Oceanic was perhaps the most distinguished name White Star assigned to any of its ships. Not only was Oceanic the formal name of the company that ran the White Star Line (Oceanic Steam Navigation Co., Ltd.), but the first Oceanic was one of the greatest White Star liners. She was the first ship built for White Star after Thomas Ismay bought the White Star name, and her innovative design set new standards for ocean travel.
Downton Abbey creator Julian Fellowes has attacked James Cameron’s blockbuster movie Titanic for its factual inaccuracies.
He says that his own four-part TV mini series about the 1912 disaster will ‘set the record straight’.
In an interview with the Radio Times, the 62-year-old said the 1997 Hollywood film unfairly vilified the ship’s first officer, William Murdoch, as a coward.
In the film, Murdoch – played by actor Ewan Stewart – is seen shooting terrified passengers before taking his own life.
But Lord Fellowes said: ‘That was very unfair how Murdoch was depicted. He wasn’t cowardly. He fired the pistol to stop a potential riot…
The liner The Kenya Castle being launched at Harland and Wolff’s shipyard in Belfast, 1951
Launch of the RMS Titanic, before fitting out
13 May 1911, at Harland & Wolff ship yard, Queen’s Island
Japanese postcard - steamship Nagasaki Maru
World War II: 13 May, 1942 — The ocean liner struck a mine and sank in the Pacific Ocean off Nagasaki with the loss of 39 people. Her captain later committed hari-kiri.
In last week’s Maritime Monday, we took a look at the glitzy glamorous side of travel by ship… Decadent, luxurious steam liners that swept late-Victorian and Jazz Age high society to the far-flung and exotic corners of the world.
Ships that competed for claims to be the fastest, most sumptuous, or most technologically advanced vessels of their times, the Depression-era equivalent of first class passage aboard the Space Shuttle. Cruising in international waters allowed folks to tipple outside the reach of America’s prudish Prohibition laws. And then there was the gambling…

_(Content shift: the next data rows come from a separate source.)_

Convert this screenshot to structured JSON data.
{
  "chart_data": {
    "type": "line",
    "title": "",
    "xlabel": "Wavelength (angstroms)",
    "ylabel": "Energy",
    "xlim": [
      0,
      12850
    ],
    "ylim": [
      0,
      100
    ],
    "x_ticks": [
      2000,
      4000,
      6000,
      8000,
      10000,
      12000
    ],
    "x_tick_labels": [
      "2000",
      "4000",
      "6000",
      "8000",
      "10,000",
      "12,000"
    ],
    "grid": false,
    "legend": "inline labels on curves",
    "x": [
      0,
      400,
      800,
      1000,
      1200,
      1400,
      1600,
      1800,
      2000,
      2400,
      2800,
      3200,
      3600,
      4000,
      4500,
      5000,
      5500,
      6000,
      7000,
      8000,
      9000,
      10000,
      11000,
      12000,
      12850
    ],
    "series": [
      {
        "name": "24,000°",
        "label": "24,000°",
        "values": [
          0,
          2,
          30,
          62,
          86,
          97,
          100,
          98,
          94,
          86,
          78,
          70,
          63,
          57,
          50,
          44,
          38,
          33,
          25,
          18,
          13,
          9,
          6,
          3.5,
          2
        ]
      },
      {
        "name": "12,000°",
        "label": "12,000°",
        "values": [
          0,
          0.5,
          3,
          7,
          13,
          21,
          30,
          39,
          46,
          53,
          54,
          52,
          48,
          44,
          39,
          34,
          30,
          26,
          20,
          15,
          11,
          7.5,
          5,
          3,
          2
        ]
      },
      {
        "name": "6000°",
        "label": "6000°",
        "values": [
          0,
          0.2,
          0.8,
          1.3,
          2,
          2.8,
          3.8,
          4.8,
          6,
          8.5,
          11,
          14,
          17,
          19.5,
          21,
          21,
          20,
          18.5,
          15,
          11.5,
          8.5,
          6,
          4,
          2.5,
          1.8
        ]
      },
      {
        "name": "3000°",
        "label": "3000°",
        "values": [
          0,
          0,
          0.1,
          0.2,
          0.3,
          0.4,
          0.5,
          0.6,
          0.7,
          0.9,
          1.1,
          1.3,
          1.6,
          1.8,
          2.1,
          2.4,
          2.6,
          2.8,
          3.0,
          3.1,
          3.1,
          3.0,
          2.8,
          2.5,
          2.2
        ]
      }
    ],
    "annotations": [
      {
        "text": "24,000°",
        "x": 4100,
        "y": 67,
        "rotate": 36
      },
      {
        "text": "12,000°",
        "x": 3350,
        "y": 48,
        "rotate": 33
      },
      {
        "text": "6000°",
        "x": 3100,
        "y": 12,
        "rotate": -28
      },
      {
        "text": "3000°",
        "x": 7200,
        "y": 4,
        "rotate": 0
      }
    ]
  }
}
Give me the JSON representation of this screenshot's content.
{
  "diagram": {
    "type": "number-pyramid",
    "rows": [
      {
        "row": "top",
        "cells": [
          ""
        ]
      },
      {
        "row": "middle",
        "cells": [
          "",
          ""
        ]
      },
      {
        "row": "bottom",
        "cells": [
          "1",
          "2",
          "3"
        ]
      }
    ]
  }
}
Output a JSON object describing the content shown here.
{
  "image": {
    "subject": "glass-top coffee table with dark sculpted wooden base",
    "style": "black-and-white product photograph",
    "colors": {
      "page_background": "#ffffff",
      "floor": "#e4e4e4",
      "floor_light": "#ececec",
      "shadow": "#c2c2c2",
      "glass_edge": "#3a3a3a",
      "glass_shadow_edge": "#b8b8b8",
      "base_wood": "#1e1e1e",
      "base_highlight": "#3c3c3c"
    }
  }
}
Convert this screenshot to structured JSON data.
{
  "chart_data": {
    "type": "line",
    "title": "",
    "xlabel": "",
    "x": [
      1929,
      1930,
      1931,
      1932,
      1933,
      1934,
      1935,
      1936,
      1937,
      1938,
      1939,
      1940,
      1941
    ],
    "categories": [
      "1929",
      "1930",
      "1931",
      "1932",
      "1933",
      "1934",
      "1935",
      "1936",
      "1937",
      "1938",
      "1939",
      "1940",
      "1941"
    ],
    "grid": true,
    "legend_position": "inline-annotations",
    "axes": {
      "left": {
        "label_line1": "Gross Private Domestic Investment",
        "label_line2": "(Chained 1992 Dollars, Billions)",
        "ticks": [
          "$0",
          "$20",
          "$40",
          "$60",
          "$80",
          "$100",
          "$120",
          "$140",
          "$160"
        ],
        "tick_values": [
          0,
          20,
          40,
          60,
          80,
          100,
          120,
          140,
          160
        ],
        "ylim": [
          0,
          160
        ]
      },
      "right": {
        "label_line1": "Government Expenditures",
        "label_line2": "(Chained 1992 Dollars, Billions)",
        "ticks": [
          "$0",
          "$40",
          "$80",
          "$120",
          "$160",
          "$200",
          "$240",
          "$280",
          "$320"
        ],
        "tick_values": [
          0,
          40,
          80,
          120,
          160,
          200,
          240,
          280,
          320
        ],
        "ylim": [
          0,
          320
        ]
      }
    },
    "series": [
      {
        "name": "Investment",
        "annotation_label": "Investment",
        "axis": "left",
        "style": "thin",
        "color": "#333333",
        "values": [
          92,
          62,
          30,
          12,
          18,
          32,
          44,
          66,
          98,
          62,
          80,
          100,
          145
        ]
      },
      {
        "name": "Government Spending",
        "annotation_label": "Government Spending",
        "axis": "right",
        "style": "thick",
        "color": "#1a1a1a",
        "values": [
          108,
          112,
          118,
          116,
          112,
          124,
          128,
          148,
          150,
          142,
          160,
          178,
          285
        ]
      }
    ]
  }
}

Between the Titanic and the Lusitania, transatlantic travel was fraught with very real danger and intrigue. While the gents and debs clinked champagne glasses on the upper decks, thousands of European immigrants were crammed like cattle in the lower decks, where things like sanitary conditions and safety regulations weren’t always priority one. Irish, Italian, and Eastern European hopefuls came flooding across the ocean in numbers and density not seen since the Middle Passage.
Then Ellis Island shuttered its doors, wars made sea travel dicey, and the advent of the jet liner spelled the end for transatlantic crossings. The Glory Days were over. Or were they? Steerage passengers had gone the way of the passenger pigeon, and Cold War One-Percenters didn’t have 10 days to waste on a silly old boat.
The world was moving faster than ever before, and it was Ambush-Makeover time for the big ships. Open ocean metropolises were retrofitted for short-haul, near shore cruising, and it was time for the post-war middle class to take like lemmings to the sea. But it would never be the same…
“If exclusive places are open to everyone then they are no longer exclusive”
The great unwashed from below decks have moved uptown, and are now cabin maids and wine stewards. They circulate freely, albeit invisibly, amongst the pensioners and suburbanites that scrimped for years so they could pretend to be Queen for a week.
It’s much, much uglier now. What was once a class-ride from Point A to Point B has devolved into a revolting soiree of conspicuous consumption and class-pretense where love sick geeks can role play for a fortnight on a multitude of themed-cruises, and overweight tourist-class nuclear families can participate in a non-stop frenzy of contrived and banal amusements. All fueled by fondue fountains, energy drinks, and flags of convenience.